In this collection, Arab and Arab American feminists enlist their intimate experiences to challenge simplistic and long-held assumptions about gender, sexuality, and commitments to feminism and justice-centered struggles among Arab communities. Contributors hail from multiple geo-graphical sites, spiritualities, occupations, sexualities, class backgrounds, and generations. Poets, creative writers, artists, scholars, and activists employ a mix of genres to express feminist issues and highlight how Arab and Arab American feminist perspectives simultaneously inhabit multiple, overlapping, and intersecting spaces: within families and communities; in anticolonial and antiracist struggles; in debates over spirituality and the divine; within radical, feminist, and queer spaces; in academia and on the street; and among each other.
Contributors explore themes as diverse as the intersections between gender, sexuality, Orientalism, racism, Islamophobia, and Zionism, and the restoration of Arab Jews to Arab American histories. This book asks how members of diasporic communities navigate their sense of belong-ing when the country in which they live wages wars in the lands of their ancestors. Arab and Arab American Feminisms opens up new possibili-ties for placing grounded Arab and Arab American feminist perspectives at the center of gender studies, Middle East studies, American studies, and ethnic studies.Arab and Arab American Feminisms: Gender, Violence, and Belonging
In this collection, Arab and Arab American feminists enlist their intimate experiences to challenge simplistic and long-held assumptions about gender, sexuality, and commitments to feminism and justice-centered struggles among Arab communities. Contributors hail from multiple geo-graphical sites, spiritualities, occupations, sexualities, class backgrounds, and generations. Poets, creative writers, artists, scholars, and activists employ a mix of genres to express feminist issues and highlight how Arab and Arab American feminist perspectives simultaneously inhabit multiple, overlapping, and intersecting spaces: within families and communities; in anticolonial and antiracist struggles; in debates over spirituality and the divine; within radical, feminist, and queer spaces; in academia and on the street; and among each other.
Contributors explore themes as diverse as the intersections between gender, sexuality, Orientalism, racism, Islamophobia, and Zionism, and the restoration of Arab Jews to Arab American histories. This book asks how members of diasporic communities navigate their sense of belong-ing when the country in which they live wages wars in the lands of their ancestors. Arab and Arab American Feminisms opens up new possibili-ties for placing grounded Arab and Arab American feminist perspectives at the center of gender studies, Middle East studies, American studies, and ethnic studies.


▶ **Prompt**: Would you return exactly the lines below from the line with "has width=538, height=246." through the line with "This screenshot has height=521, width=1109.", both included, and nothing else, leaving out the pictures?

▶ **Records for processing**:
○ ○ ○ ○
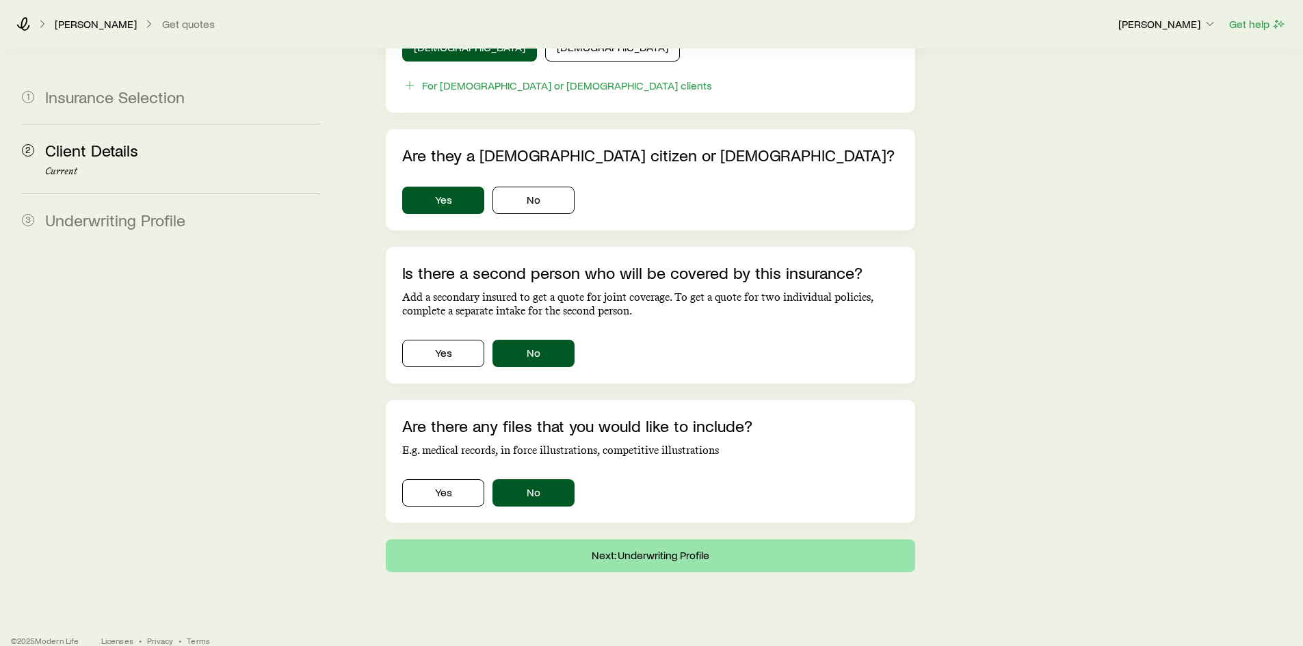  What do you see at coordinates (28, 97) in the screenshot?
I see `span: 1` at bounding box center [28, 97].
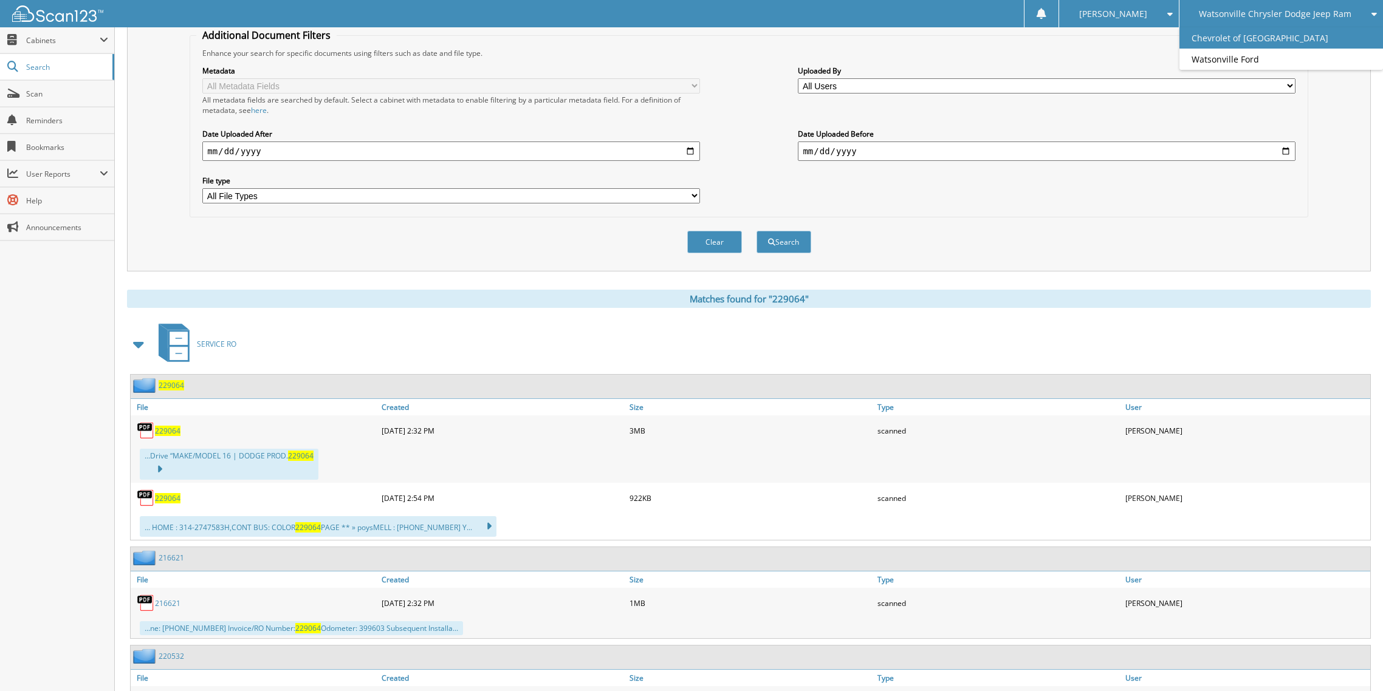  Describe the element at coordinates (451, 180) in the screenshot. I see `label: File type` at that location.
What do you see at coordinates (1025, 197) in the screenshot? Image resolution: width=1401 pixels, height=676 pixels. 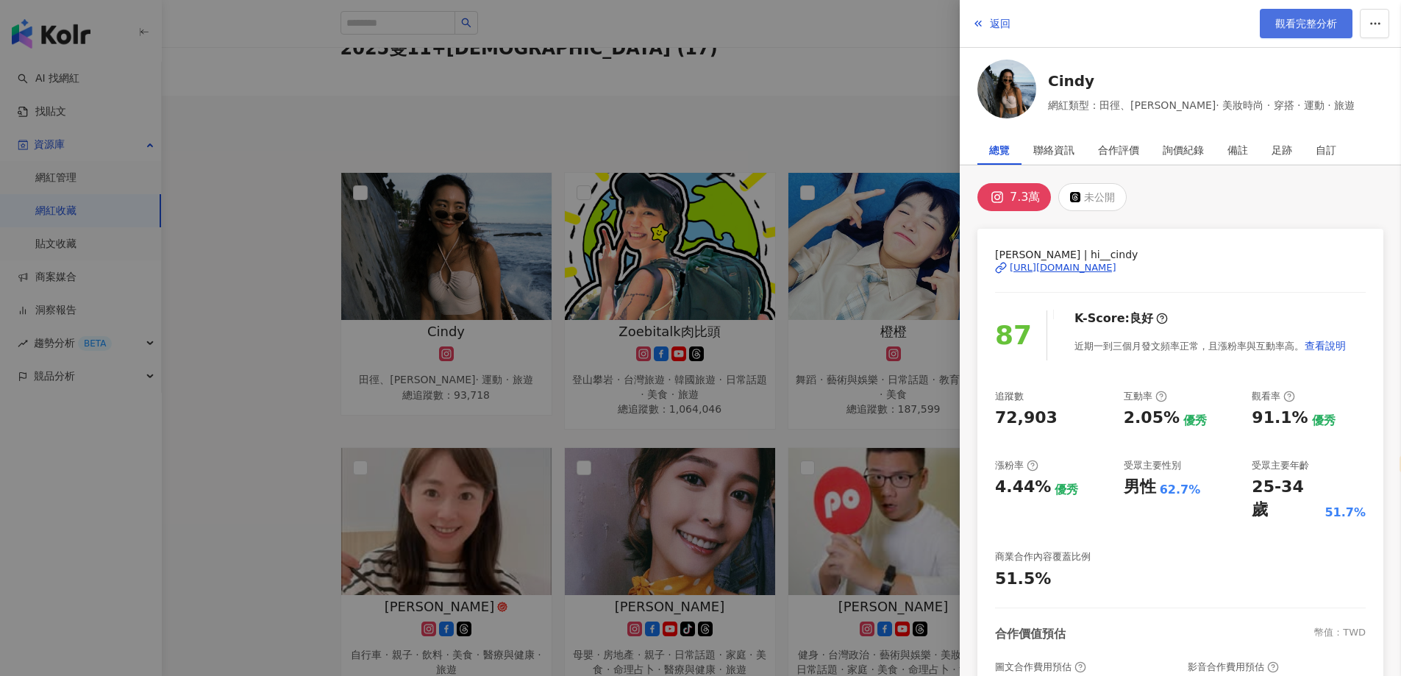 I see `div: 7.3萬` at bounding box center [1025, 197].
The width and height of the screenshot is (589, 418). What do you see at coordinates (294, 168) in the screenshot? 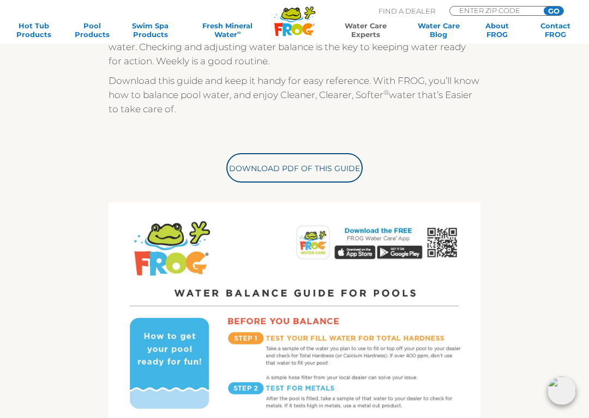
I see `a: Download PDF of this Guide` at bounding box center [294, 168].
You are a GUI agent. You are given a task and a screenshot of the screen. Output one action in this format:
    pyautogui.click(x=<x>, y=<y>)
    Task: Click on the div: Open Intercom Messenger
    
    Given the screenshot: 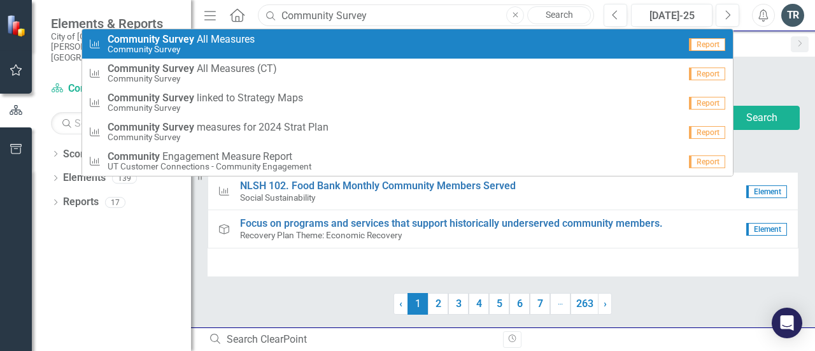 What is the action you would take?
    pyautogui.click(x=787, y=323)
    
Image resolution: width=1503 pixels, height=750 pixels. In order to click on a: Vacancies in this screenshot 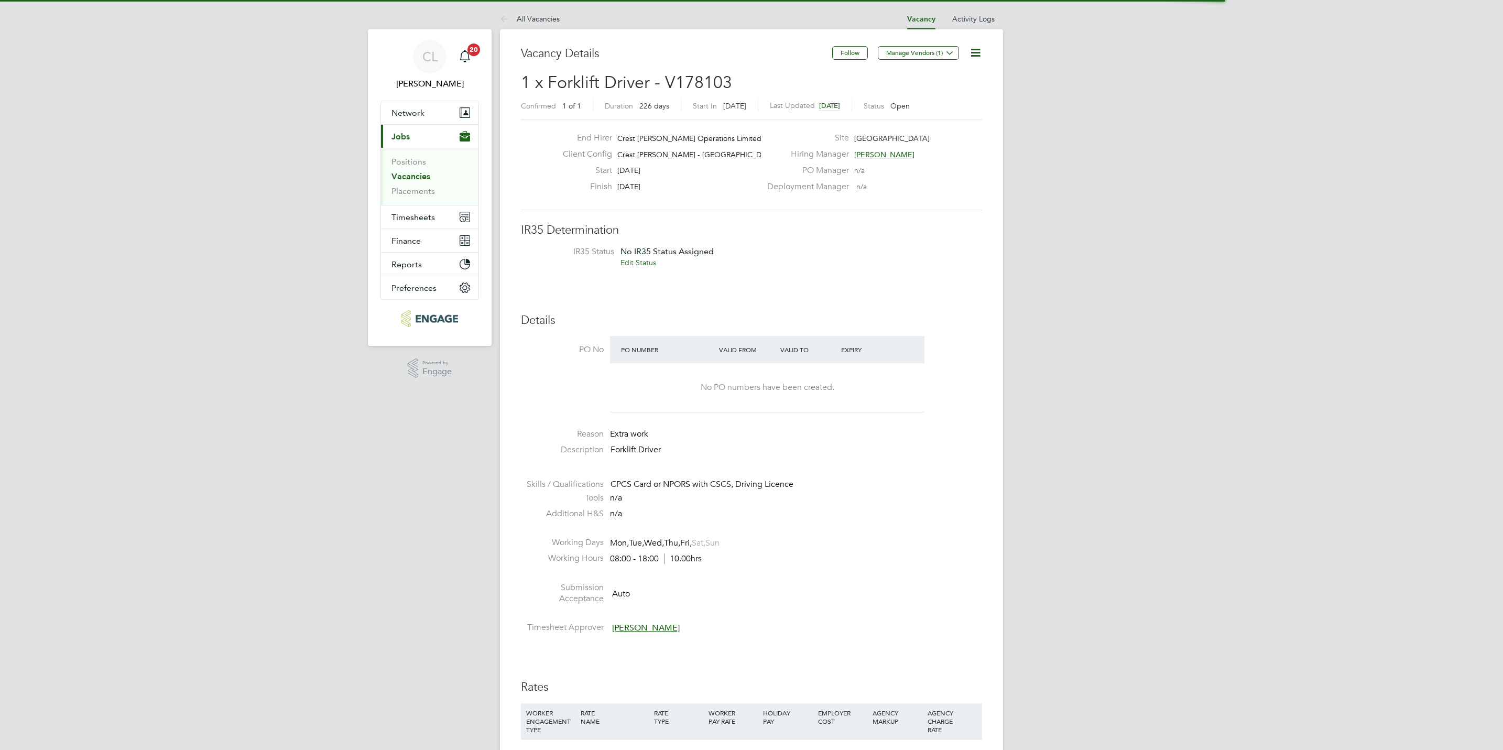, I will do `click(411, 176)`.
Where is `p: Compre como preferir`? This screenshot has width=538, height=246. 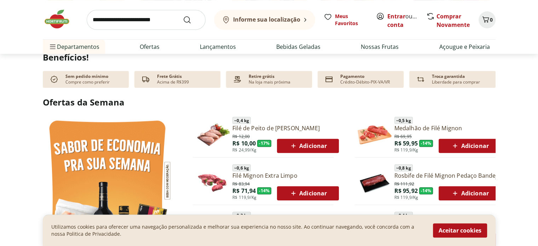
p: Compre como preferir is located at coordinates (87, 82).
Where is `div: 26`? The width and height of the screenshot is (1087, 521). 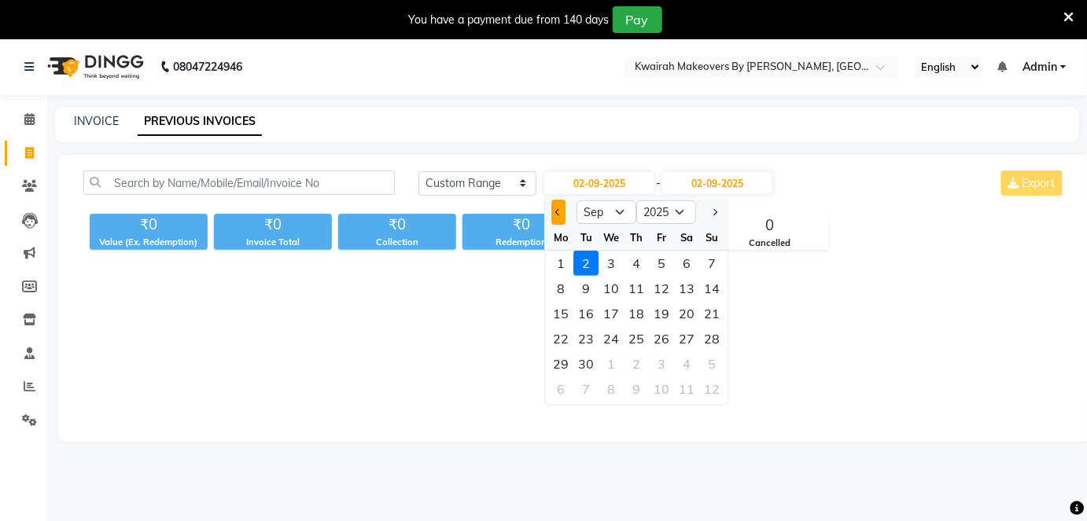
div: 26 is located at coordinates (662, 339).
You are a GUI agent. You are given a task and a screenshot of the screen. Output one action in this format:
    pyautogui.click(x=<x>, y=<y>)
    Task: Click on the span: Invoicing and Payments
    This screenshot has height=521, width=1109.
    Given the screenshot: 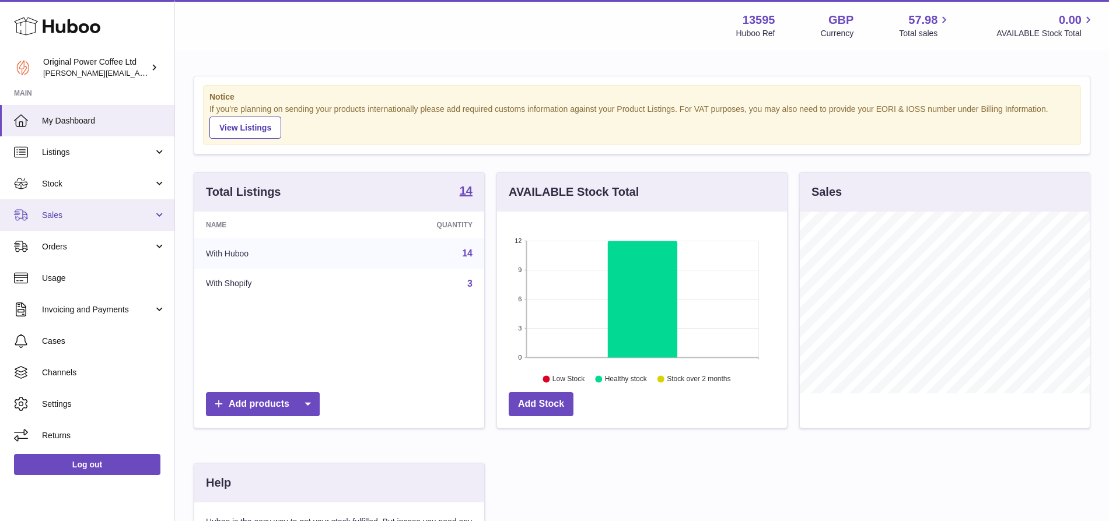 What is the action you would take?
    pyautogui.click(x=97, y=310)
    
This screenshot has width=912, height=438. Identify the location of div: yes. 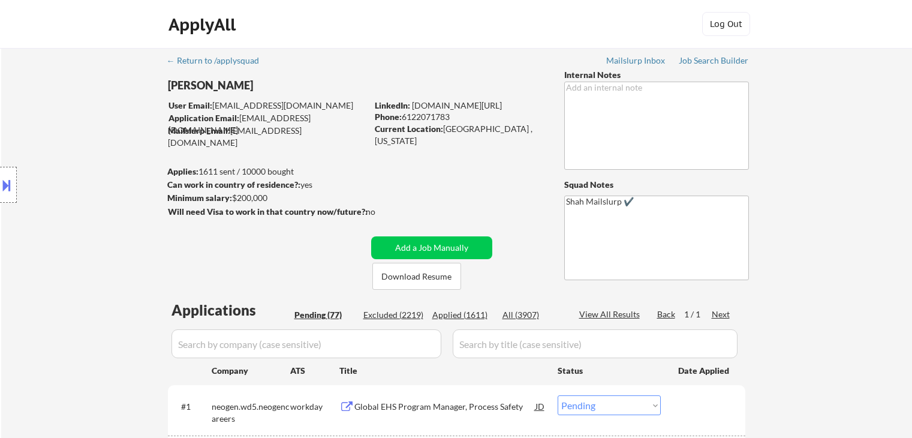
(265, 185).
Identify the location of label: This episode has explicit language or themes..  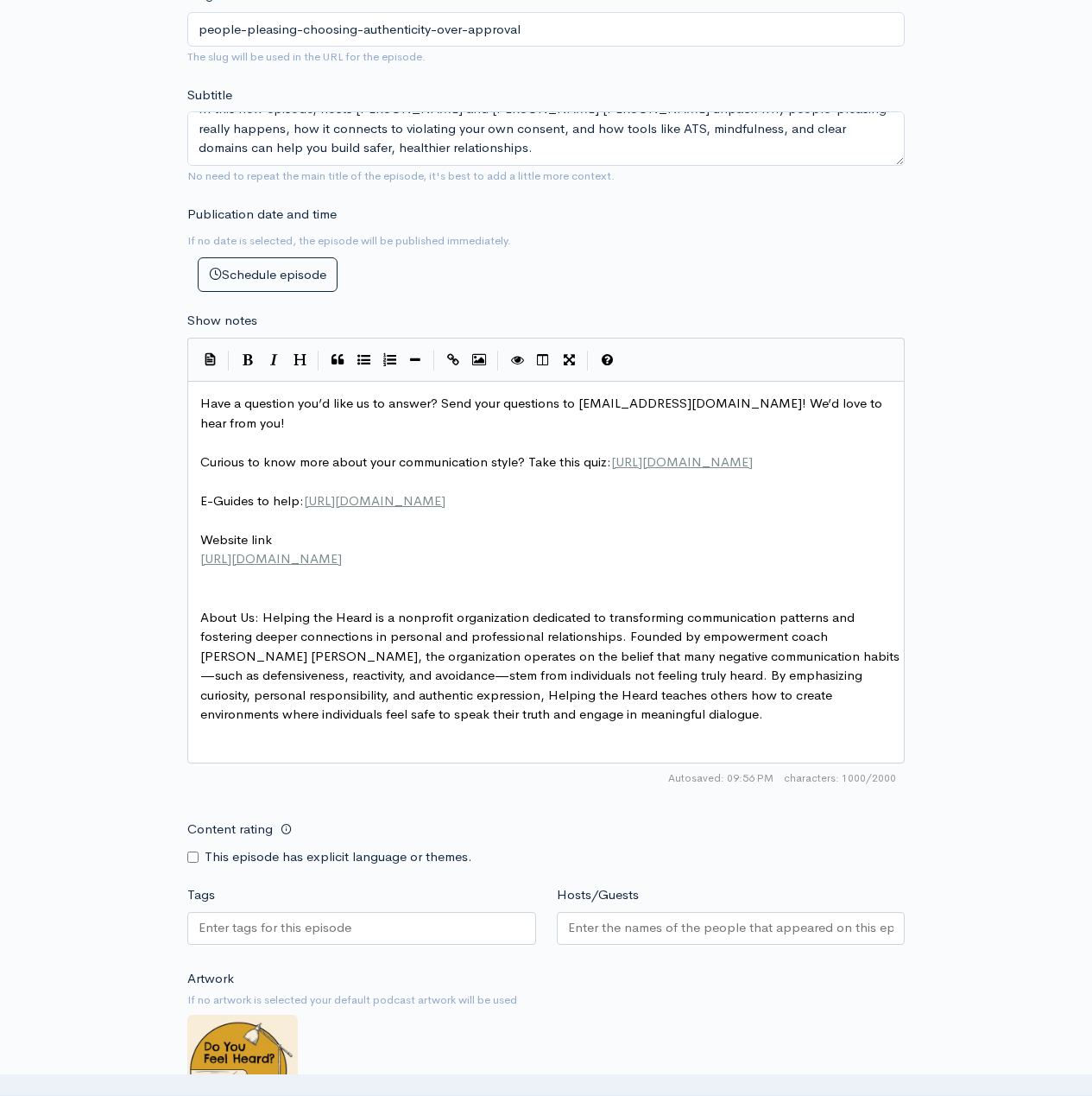
(338, 856).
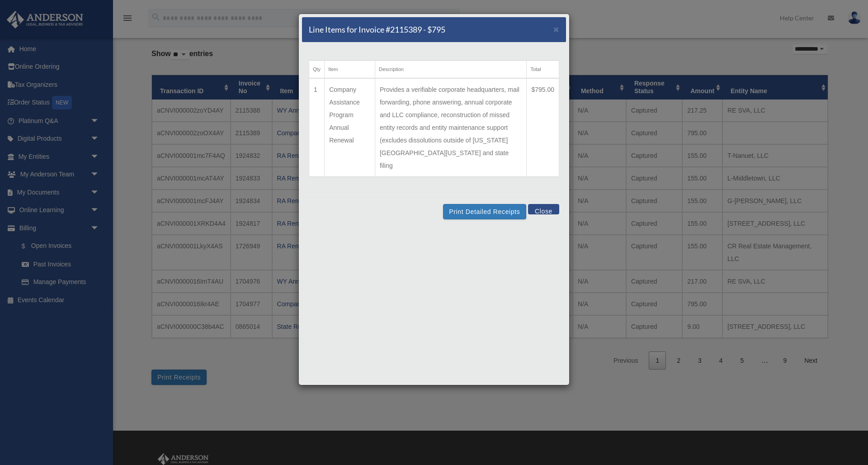 The width and height of the screenshot is (868, 465). I want to click on th: Total, so click(543, 70).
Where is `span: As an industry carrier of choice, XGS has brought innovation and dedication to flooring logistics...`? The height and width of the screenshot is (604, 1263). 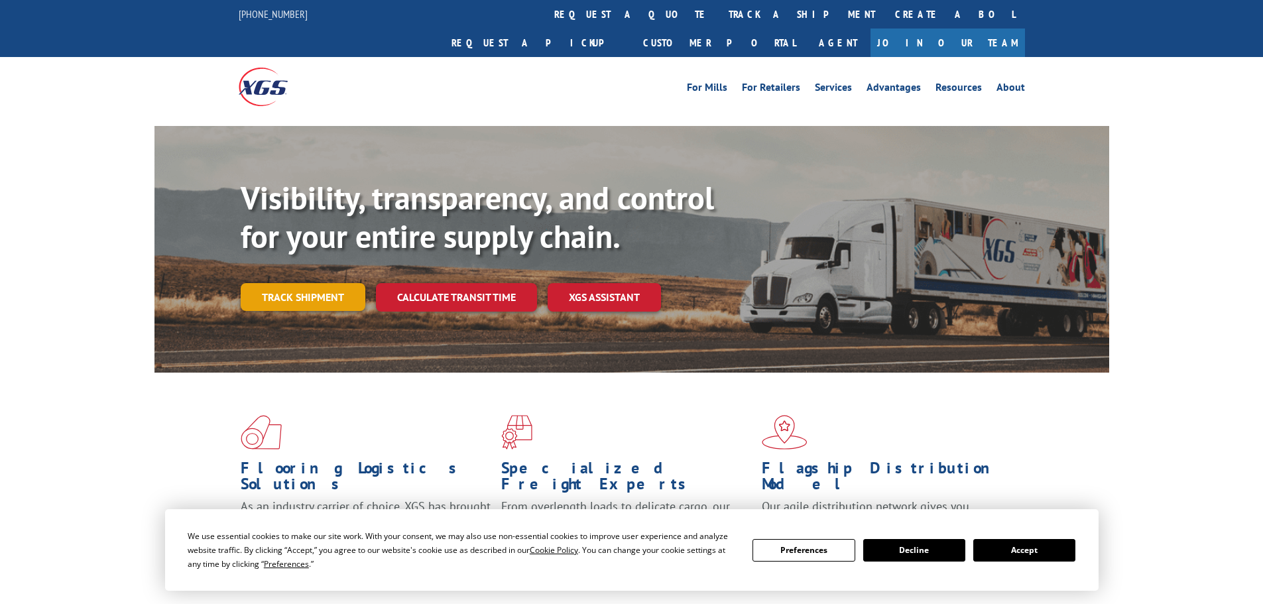 span: As an industry carrier of choice, XGS has brought innovation and dedication to flooring logistics... is located at coordinates (365, 522).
○ ○ ○ ○
▶ **Answer to this task**:
Where is `p: Compre como preferir`? This screenshot has width=538, height=246. 
p: Compre como preferir is located at coordinates (87, 82).
Where is `div: 26`? The width and height of the screenshot is (1087, 521). 
div: 26 is located at coordinates (662, 339).
You are a GUI agent. You are given a task and a screenshot of the screen. Output one action in this format:
    pyautogui.click(x=<x>, y=<y>)
    Task: Click on the span: Invoicing and Payments
    This screenshot has height=521, width=1109.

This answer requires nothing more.